Mar 15 (Wed) @ 10:00am: "Ising Model on Locally Tree-like Graphs: Uniqueness of Solutions to Cavity Equations," Qian Yu, Postdoctoral Research Associate, Princeton

Date and Time
Location
Harold Frank Hall (HFH), Rm. 2001
photo of qian yu

Abstract

In the study of Ising models on large locally tree-like graphs, in both rigorous and non-rigorous methods one is often led to understanding the so-called belief propagation distributional recursions and its fixed points. We prove that there is at most one non-trivial fixed point for Ising models with zero or certain random external fields. Previously this was only known for sufficiently "low-temperature" models. 

Our result simultaneously closes the following 6 conjectures in the literature: 1) independence of robust reconstruction accuracy to leaf noise in broadcasting on trees (Mossel-Neeman-Sly'16); 2) uselessness of global information for a labeled 2-community stochastic block model, or 2-SBM (Kanade-Mossel-Schramm'16); 3) optimality of local algorithms for 2-SBM under noisy side information (Mossel-Xu'16); 4) uniqueness of BP fixed point in broadcasting on trees in the Gaussian (large degree) limit (ibid); 5) boundary irrelevance in broadcasting on trees (Abbe-Cornacchia-Gu-P.'21); 6) characterization of entropy (and mutual information) of community labels given the graph in 2-SBM (ibid). 

This is a joint work with Yury Polyanskiy. Near the end of the talk, I’ll also provide a brief overview of my work on machine learning theory and coded computing.

Paper link: https://arxiv.org/abs/2211.15242

Bio

Qian Yu received his Ph.D. degree from the Department of Electrical and Computer Engineering at University of Southern California (USC). He received an M.Eng. degree in Electrical Engineering and a B.S. degree in Physics and EECS, both from Massachusetts Institute of Technology (MIT). He completed two postdoctoral appointments, the first at University of Southern California, and the second at the Department of Electrical and Computer Engineering at Princeton University. His interests span information theory, learning theory, distributed computing, and many other problems math-related. Qian is the recipient of the Thomas M. Cover Dissertation Award in 2022. He received the Google PhD Fellowship in 2018, and the Jack Keil Wolf ISIT Student Paper Award in 2017.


**Exercise requirements**
If a line of the data below contains the string "Offline", copy it into your answer.

=-=-=

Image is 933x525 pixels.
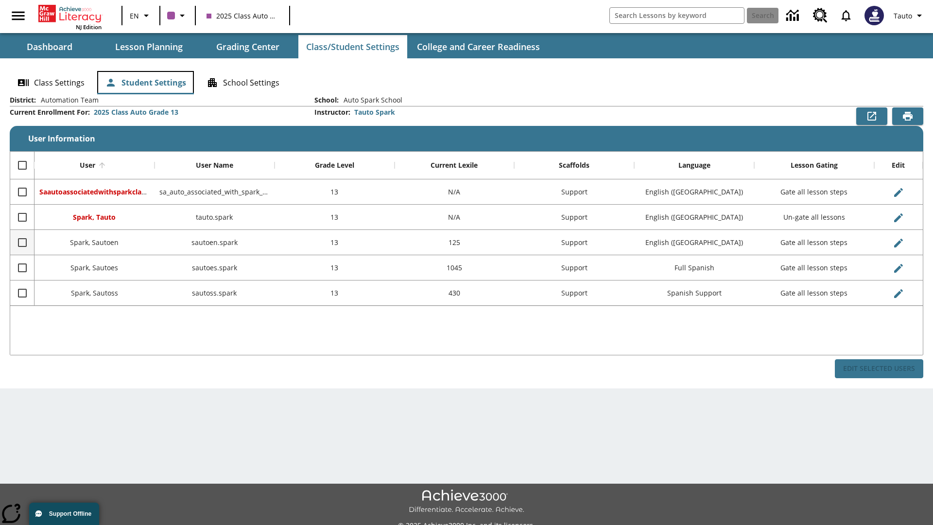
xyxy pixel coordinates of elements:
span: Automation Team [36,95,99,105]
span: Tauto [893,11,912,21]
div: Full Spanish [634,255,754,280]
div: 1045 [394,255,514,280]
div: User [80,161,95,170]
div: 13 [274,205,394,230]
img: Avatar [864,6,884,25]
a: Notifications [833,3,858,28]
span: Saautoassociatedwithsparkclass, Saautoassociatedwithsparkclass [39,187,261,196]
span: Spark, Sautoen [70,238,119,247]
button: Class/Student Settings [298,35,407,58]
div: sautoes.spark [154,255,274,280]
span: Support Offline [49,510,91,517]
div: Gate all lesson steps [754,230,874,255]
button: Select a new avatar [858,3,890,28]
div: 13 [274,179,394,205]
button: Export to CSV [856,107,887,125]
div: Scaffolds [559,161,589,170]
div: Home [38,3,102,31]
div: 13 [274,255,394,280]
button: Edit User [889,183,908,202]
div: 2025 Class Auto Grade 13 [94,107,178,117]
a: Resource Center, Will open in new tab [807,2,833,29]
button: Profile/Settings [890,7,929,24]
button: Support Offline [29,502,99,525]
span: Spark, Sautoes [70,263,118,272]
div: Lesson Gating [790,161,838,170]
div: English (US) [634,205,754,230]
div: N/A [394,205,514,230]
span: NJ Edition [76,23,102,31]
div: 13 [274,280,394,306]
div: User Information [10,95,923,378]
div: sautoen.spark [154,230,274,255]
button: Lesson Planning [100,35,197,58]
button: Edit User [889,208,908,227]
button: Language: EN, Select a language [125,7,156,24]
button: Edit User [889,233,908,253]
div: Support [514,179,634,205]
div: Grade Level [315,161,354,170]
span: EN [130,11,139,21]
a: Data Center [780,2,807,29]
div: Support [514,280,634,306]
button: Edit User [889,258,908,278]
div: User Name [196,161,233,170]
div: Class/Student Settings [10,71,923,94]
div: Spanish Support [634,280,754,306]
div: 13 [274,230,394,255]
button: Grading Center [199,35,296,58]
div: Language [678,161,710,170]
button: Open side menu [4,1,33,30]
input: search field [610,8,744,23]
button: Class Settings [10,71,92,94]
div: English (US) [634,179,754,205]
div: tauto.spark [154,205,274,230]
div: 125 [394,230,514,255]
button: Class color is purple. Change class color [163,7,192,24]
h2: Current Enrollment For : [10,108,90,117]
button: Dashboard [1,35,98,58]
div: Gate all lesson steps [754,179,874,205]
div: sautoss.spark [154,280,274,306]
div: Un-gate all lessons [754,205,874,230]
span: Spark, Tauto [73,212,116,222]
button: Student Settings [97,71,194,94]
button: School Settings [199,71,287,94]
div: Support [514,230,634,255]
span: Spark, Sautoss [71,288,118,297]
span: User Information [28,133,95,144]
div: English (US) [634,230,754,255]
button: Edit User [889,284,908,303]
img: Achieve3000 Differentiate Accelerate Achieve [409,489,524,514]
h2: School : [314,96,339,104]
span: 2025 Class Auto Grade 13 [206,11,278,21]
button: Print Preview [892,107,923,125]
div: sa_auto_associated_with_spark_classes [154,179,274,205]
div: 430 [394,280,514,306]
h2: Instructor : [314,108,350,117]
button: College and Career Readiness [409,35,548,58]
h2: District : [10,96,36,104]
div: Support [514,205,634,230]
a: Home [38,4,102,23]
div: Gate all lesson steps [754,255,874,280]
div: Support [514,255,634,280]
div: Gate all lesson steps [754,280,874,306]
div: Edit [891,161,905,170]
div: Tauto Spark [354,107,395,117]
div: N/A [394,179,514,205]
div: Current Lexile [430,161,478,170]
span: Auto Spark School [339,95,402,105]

=-=-=

**Output**
span: Support Offline [49,510,91,517]
button: Support Offline [29,502,99,525]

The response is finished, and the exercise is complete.